If there's little talk, for a reporter's story, of things that normally appear in the news, it's because Mr. Kulish finds his best material in what's happening at the margins: Soldiers chug Listerine (alcohol is illegal in Kuwait) and stage scorpion fights; the TV reporter makes an effort to look tousled before stepping in front of the camera; an enterprising Marine uses Jimmy's laptop to sell war memorabilia on eBay. Mr. Kulish catches the different kinds of speech: the grating profanity of the Marines ("I'd kill fifty Iraqis for some KFC, man"); the semantics of the reporters ("I think it might be time to drop the q-word," says one, meaning "quagmire"); and — best and darkest — the eerie doublespeak of the military PR machine. "So we're the pro-Iraqi forces, and the anti-Iraqi forces are the Iraqis," Jimmy asks a press officer, repeating a sound bite. "Exactly," the officer says. In another lecture, as the group is readying to leave Kuwait, an army spokesman refuses to admit where they're headed. "You could be going anywhere," he says. "Jimmy recognized the strange vacancy of official lying," Mr. Kulish adds. He has a tendency to spell things out in Jimmy's inner commentary.

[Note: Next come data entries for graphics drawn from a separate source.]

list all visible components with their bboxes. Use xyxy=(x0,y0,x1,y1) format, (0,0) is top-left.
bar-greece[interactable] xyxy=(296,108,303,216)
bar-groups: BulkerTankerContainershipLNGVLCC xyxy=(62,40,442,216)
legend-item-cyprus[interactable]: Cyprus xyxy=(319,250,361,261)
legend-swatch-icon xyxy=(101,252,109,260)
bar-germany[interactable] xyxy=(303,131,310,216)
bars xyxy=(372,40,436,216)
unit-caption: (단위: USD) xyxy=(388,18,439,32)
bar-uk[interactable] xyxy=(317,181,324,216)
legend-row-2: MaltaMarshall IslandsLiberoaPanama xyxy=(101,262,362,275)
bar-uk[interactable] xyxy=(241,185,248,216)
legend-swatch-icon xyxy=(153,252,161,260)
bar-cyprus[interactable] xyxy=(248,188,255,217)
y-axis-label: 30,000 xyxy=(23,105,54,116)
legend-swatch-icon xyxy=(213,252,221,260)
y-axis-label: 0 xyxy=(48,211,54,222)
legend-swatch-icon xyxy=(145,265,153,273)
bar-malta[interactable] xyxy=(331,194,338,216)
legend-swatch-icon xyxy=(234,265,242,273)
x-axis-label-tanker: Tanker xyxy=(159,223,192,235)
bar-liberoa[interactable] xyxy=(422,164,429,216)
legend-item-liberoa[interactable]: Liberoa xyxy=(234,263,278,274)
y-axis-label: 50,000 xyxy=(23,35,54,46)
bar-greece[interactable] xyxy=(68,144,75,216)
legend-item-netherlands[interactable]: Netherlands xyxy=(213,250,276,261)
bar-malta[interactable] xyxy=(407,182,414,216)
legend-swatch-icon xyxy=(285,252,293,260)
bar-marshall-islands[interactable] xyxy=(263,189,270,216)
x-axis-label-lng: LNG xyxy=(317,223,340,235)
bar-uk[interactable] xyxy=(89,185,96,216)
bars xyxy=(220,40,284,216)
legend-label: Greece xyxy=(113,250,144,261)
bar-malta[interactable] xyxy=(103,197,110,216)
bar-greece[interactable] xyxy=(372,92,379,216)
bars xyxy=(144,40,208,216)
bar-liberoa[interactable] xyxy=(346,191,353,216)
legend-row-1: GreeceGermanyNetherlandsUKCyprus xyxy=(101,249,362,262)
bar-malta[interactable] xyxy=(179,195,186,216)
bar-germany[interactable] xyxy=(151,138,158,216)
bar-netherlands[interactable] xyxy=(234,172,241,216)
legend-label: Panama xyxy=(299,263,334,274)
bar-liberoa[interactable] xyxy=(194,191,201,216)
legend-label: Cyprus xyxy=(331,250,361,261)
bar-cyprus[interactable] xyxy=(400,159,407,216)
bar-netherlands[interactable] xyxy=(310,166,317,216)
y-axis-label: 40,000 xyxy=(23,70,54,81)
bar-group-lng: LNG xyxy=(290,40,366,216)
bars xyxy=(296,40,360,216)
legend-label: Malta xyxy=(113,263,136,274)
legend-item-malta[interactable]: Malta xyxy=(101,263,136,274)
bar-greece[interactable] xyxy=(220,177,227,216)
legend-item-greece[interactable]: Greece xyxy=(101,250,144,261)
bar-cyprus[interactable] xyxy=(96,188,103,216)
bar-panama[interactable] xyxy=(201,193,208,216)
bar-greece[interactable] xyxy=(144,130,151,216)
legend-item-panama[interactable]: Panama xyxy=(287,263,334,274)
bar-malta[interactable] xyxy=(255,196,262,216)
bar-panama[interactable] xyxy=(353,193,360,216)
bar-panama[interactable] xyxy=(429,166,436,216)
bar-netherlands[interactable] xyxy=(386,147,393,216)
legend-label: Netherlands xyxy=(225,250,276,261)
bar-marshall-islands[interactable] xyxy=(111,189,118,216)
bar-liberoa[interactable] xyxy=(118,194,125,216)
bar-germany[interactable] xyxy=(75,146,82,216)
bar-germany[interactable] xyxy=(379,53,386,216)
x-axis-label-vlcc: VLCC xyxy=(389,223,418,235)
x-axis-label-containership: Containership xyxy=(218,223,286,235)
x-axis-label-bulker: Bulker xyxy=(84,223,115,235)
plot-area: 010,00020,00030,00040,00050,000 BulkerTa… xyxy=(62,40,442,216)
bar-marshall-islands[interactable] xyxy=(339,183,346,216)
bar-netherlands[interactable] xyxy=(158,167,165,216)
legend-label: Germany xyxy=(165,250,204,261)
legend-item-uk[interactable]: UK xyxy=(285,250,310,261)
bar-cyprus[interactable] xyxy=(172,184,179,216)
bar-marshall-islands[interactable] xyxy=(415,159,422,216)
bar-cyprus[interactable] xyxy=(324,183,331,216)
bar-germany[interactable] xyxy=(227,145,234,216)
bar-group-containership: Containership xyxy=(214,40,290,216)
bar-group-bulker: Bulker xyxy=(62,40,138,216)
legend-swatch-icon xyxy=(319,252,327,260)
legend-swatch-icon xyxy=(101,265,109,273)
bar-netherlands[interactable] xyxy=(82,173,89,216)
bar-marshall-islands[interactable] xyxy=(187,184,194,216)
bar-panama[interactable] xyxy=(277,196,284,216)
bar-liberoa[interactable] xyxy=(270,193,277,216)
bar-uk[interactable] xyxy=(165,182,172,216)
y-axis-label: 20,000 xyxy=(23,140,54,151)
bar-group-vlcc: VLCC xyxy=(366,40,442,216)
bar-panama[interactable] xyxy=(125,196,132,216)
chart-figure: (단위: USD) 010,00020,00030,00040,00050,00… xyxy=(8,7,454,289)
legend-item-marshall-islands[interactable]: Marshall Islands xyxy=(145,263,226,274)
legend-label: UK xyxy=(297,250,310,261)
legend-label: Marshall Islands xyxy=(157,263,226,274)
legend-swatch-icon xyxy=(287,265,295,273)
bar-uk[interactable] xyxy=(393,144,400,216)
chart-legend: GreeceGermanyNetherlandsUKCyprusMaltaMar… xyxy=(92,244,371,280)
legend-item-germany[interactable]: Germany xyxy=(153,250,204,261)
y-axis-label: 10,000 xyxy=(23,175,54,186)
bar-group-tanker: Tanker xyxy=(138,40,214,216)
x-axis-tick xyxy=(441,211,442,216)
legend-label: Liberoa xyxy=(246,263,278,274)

There are drawbacks to having Jimmy as a guide. His smart-aleck remarks can sound mechanical. "Okay, I get it," he says to his Humvee driver during a sandstorm, "Driving blind is the very height of sanity." It might have worked for Yossarian, but this smirkiness, combined with Jimmy's clownish mistakes — getting stuck in the back of a food truck, making an accidental phone call to CNN — grow irritating.

Jimmy is not an enlisted man — he could leave if things really got bad — and especially in the middle of the book, Mr. Kulish relies on his antics to keep things interesting. "Hold me," Jimmy says, while flirting with a female photographer who is helping him pack. "I don't have time for your jokes," she tells him. "I'm not kidding," Jimmy shoots back — but you kind of wish he'd listen.

The barbs don't stop as the Marines approach Baghdad, but they become grimmer, and the story finds a deeper register. Mr. Kulish's descriptions of the Marines exploring Saddam Hussein's vacant palace, and of the anti-climactic arrival of the Americans into the decimated city, is surreal and affecting. Tragedy is abrupt and isolated when it strikes, anticipating the way the war will unravel. A few meditative lines are hard to process — "all rubble belonged to all children in a way" — but others are memorable. "Jimmy thought they needed a new name for whatever it was they were doing in Iraq," Mr. Kulish writes. "War just didn't cover it."

Ms. Widdicombe is a member of the editorial staff of the New Yorker.